Eventually, something moved outside.
A heavy silhouette slid through the flooded corridor beyond their translucent earth wall, its outline distorted by currents and the reflective runes Ludger had layered along the sides. Even through the warped view, the shape was unmistakable, broad shoulders, segmented plating, pulsing lines of mana beneath a stone shell.
A runic golem.
It drifted closer, propulsion arrays flaring in slow, controlled bursts as it patrolled along the corridor.
Viola’s body tensed immediately. She shifted into a fighting stance without thinking, sword angled low for a quick draw. Luna’s knives appeared in her hands, her posture flattening into that smooth, predatory readiness she always carried when danger entered the room.
Ludger didn’t move. He just watched.
The golem approached their position and slowed, its head turning slightly as if tasting the water. For a moment, it almost looked like it was searching. Its arms adjusted. Spear segments flexed. The core brightened and dimmed in a slow pulse.
Viola held her breath. Luna didn’t blink.
Then the construct drifted a little farther, close enough that they could see the runes carved into its plating like veins. It rotated once, scanning, and for a heartbeat it seemed like it might stop and face directly toward their shelter.
Ludger raised two fingers. A sharp signal.
Quiet.
Viola’s jaw clenched. Luna went perfectly still.
The golem hesitated… then continued past them without locking on. It didn’t turn. It didn’t attack. It simply resumed its patrol, sliding into the darkness as if the space they occupied didn’t exist.
Only when the shadow disappeared did Viola exhale.
Ludger spoke quietly. “It can’t sense us.”
Viola frowned. “Why not?”
“The water down here is rich in mana,” Ludger explained. “Too rich. It blurs signatures. Makes bodies feel like background noise unless you’re broadcasting.”
He tapped the translucent earth wall lightly. “The reflective runes help too. They bend attention and distortion. But the mana saturation is doing most of the work.”
Luna’s eyes narrowed. “So how do they track targets?”
“Movement,” Ludger said. “They can’t read you like a mage does, but they can read pressure changes. Currents. Displacement. Anything that disturbs the water.”
He looked at both of them.
“Which is why,” he added, “once we’re back underwater, we move clean. No thrashing. No panic. No wasted motion.”
Viola nodded slowly.
Because now she understood.
In this section, stealth didn’t mean hiding your mana.
It meant hiding your existence in the water itself.
The silence returned after the golem drifted away, but it didn’t feel restful anymore.
It felt like the labyrinth was breathing around them—slow currents sliding past their shelter, distant stone shifting, patrol patterns continuing as if nothing had happened. The longer Ludger sat there listening, the more the conclusion settled into place.

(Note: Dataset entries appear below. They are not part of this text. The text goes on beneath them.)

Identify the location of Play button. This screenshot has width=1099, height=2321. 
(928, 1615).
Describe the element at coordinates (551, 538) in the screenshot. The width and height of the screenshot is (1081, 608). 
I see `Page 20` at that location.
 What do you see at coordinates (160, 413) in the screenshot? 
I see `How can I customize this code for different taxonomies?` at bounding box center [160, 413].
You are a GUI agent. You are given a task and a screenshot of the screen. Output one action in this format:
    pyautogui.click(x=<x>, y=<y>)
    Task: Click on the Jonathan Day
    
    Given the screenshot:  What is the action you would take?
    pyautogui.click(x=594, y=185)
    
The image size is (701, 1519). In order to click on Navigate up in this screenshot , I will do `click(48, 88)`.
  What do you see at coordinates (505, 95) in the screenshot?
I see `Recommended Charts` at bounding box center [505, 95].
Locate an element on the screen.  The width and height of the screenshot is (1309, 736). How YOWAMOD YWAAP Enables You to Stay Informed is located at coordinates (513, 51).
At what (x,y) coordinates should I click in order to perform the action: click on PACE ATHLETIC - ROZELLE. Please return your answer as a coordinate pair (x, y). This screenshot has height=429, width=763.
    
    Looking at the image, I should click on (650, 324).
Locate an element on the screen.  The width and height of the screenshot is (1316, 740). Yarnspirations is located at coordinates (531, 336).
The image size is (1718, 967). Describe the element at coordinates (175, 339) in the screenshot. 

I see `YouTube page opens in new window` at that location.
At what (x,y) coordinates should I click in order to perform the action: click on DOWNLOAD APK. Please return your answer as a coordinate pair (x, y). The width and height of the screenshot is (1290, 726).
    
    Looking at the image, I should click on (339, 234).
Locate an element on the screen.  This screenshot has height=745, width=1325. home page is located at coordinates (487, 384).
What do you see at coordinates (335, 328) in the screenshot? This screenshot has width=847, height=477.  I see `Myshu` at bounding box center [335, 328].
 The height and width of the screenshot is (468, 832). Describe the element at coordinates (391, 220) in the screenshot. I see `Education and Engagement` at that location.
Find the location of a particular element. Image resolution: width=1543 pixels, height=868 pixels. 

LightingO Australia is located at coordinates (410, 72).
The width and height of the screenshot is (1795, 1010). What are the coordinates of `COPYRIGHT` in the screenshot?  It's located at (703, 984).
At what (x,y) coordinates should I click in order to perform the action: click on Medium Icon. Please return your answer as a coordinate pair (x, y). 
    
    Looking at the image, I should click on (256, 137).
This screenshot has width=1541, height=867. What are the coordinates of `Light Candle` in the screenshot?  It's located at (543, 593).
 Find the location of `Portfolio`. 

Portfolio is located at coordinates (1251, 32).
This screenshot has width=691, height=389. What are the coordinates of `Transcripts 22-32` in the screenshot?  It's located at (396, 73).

They hadn’t found a single trace of Lucius in the third section.
No gear scraps. No broken runes. No blood. No discarded supplies. Nothing lodged in cracks or caught in currents.
Only that cup from earlier—weeks-late and far above.
Which meant Lucius hadn’t lingered here.
He’d pushed through.
Or someone had pushed him through.
Either way, the most likely explanation was the simplest one: Lucius reached the final chamber.
Reached the guardian.
Viola stared at the dark water beyond their translucent wall, jaw tight.
“If he did,” she said quietly, “what are the chances he soloed it?”
Ludger didn’t answer immediately.
Because she’d asked the right question.
Under normal circumstances, labyrinth guardians weren’t “hard fights.” They were walls. The kind that forced parties to coordinate perfectly or die in minutes.
“None,” Ludger said finally. “Under normal circumstances, his chances are basically zero.”